90 Second Escape: Paddling Bush Creek at Jordan Lake

Monday — never an easy time for the outdoors enthusiast. After a weekend of adventure, returning to the humdrum work-a-day world can make one melancholy. To help ease the transition, every Monday we feature a 90 Second Escape — essentially, a 90-second video of a place you’d probably rather be: a trail, a park, a greenway, a lake … anywhere as long as it’s not under a fluorescent bulb.

Today’s 90-Second Escape: Paddling Bush Creek at Jordan Lake.

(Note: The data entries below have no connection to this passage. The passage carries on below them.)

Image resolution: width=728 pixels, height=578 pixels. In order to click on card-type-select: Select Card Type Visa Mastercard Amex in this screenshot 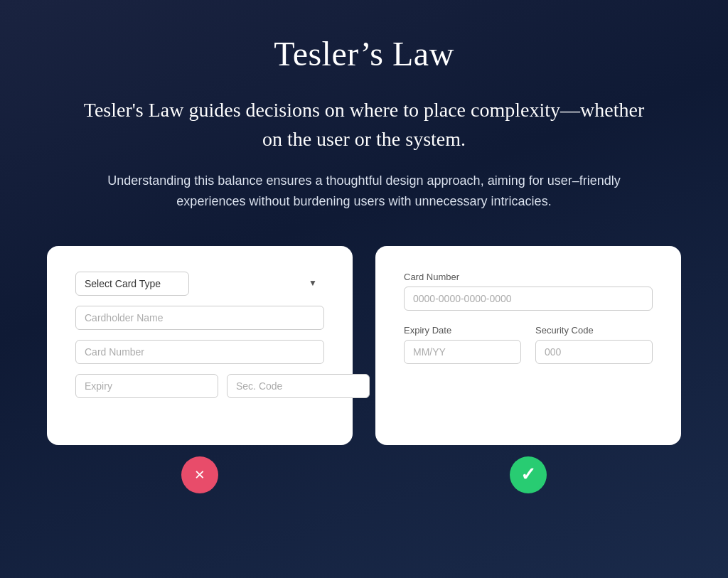, I will do `click(132, 284)`.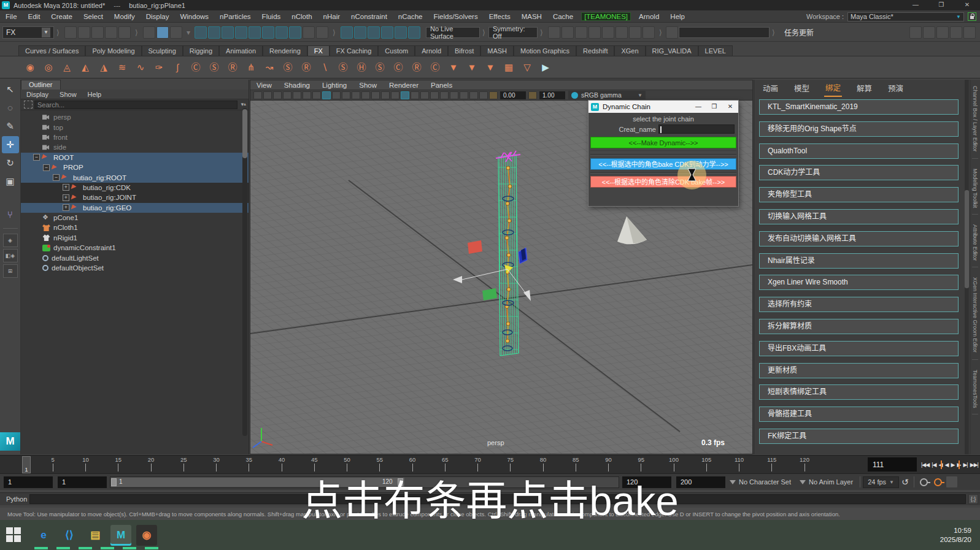  Describe the element at coordinates (61, 17) in the screenshot. I see `menu-item: Create` at that location.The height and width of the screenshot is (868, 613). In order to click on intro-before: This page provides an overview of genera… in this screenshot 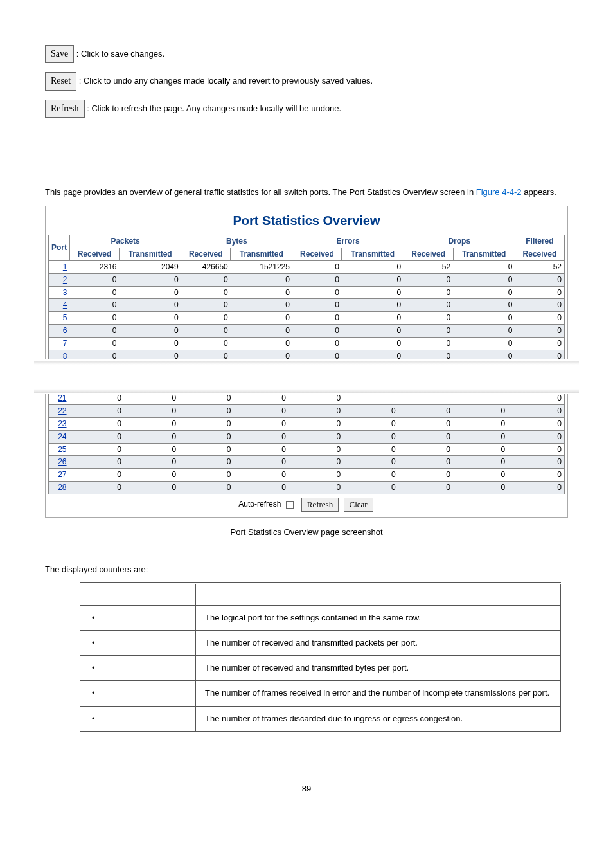, I will do `click(261, 192)`.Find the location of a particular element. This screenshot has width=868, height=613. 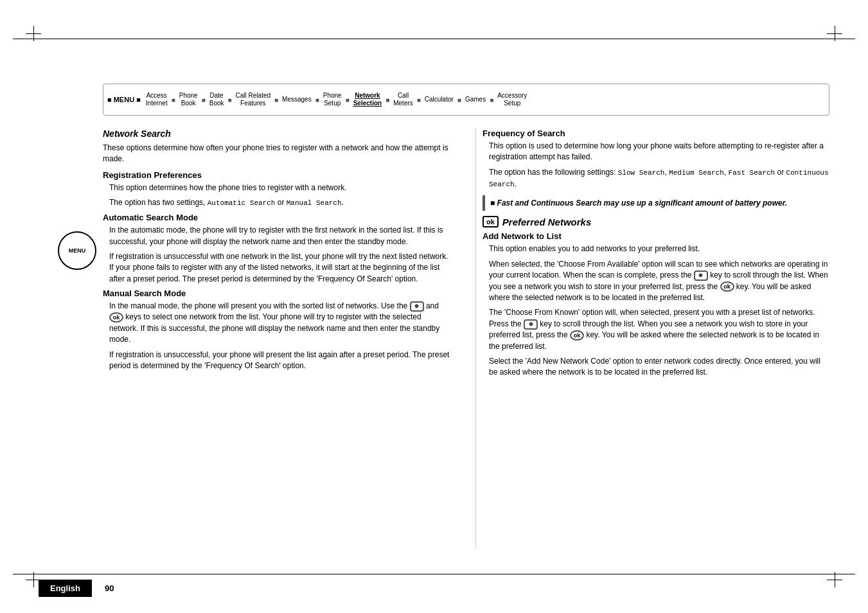

ok-key-icon-3: ok is located at coordinates (577, 335).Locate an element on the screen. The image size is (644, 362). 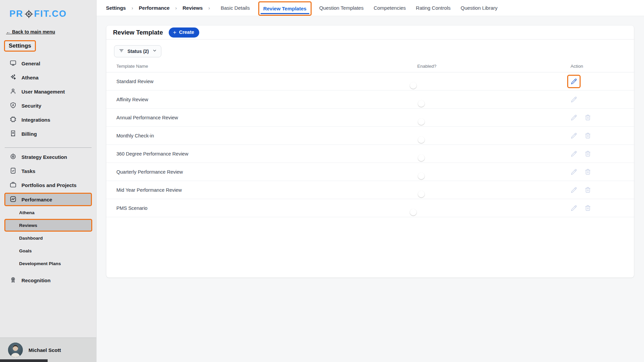
sidebar-item-integrations: Integrations is located at coordinates (48, 120).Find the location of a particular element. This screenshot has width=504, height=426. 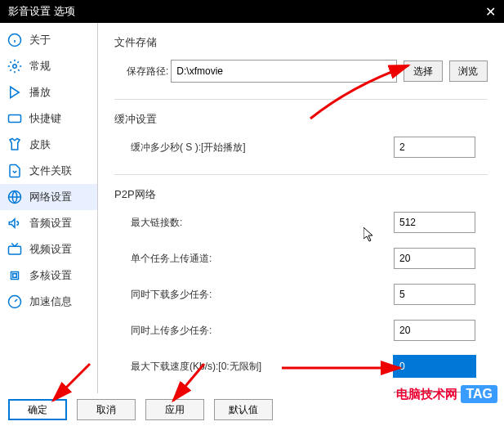

tv-icon is located at coordinates (15, 249).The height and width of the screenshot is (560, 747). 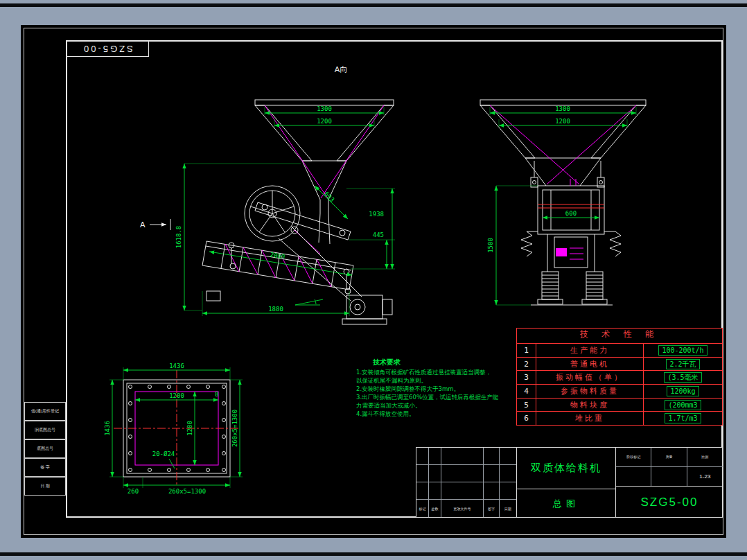 I want to click on titleblock-label: 处数, so click(x=435, y=509).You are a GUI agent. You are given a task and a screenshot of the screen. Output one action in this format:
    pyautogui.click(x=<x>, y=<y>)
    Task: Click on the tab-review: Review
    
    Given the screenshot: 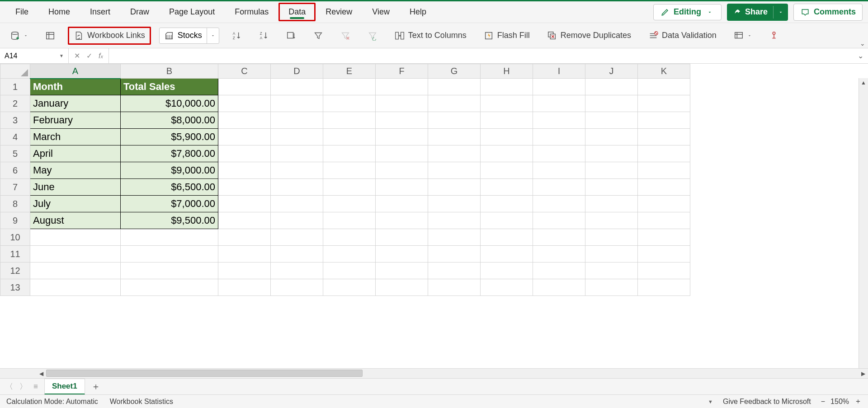 What is the action you would take?
    pyautogui.click(x=339, y=12)
    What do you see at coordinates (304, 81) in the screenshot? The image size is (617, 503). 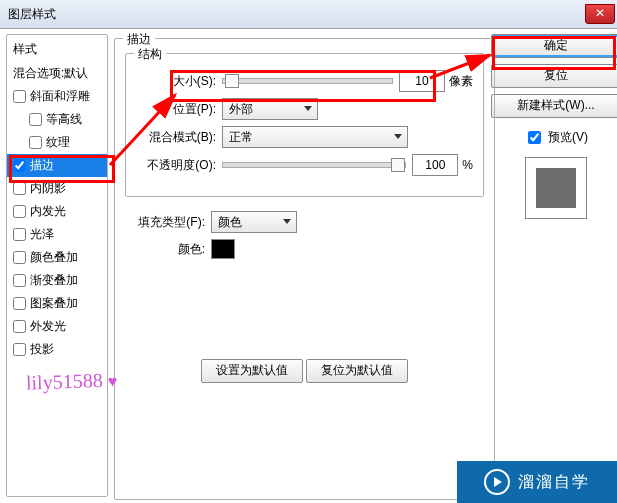 I see `size-row: 大小(S): 像素` at bounding box center [304, 81].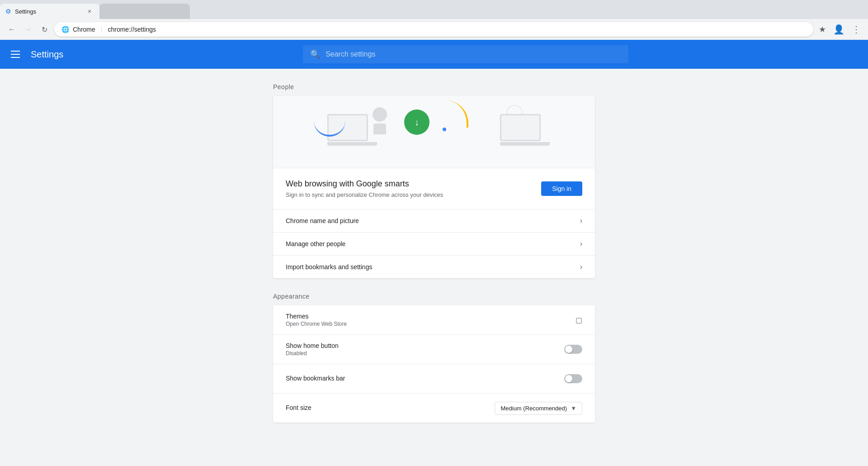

I didn’t have time Saturday for an all-day adventure — there were leaves to rake before the big municipal sucking machine paid was to pay a visit in the coming week. But I did have time to sneak away for three or four hours. Could I find a true adventure in such a small window?

Of course.

Adventure is all around, I discovered within a week of moving into our house in Historic (1970s) Cary nearly four years ago. At the end of the cul-de-sac was a small creek that fed into Walnut Creek, which divided a lush floodplain forest maybe 75 yards wide, blotting out I-40 to the northeast and our development to the southwest. This unlikely wild spot was good for two hours of adventure, minimum.

Saturday, I sought out an equally unlikely wild spot: Jordan Lake. To the casual lake user, Jordan Lake is a playground for speedboats. A wilderness adventure? Here? Study a map of this U.S. Army Corps of Engineers water containment project and you’ll see that off its main component are various fingers that taper into marshes and creeks, areas just waiting to be explored. I put my rake in the tool shed, put the Old Town Loon 100 on the roof rack and was off to explore one of those fingers: Bush Creek.

Spend 90 seconds with me now to explore Bush Creek. Come back later in the week and I’ll tell you more about the adventure.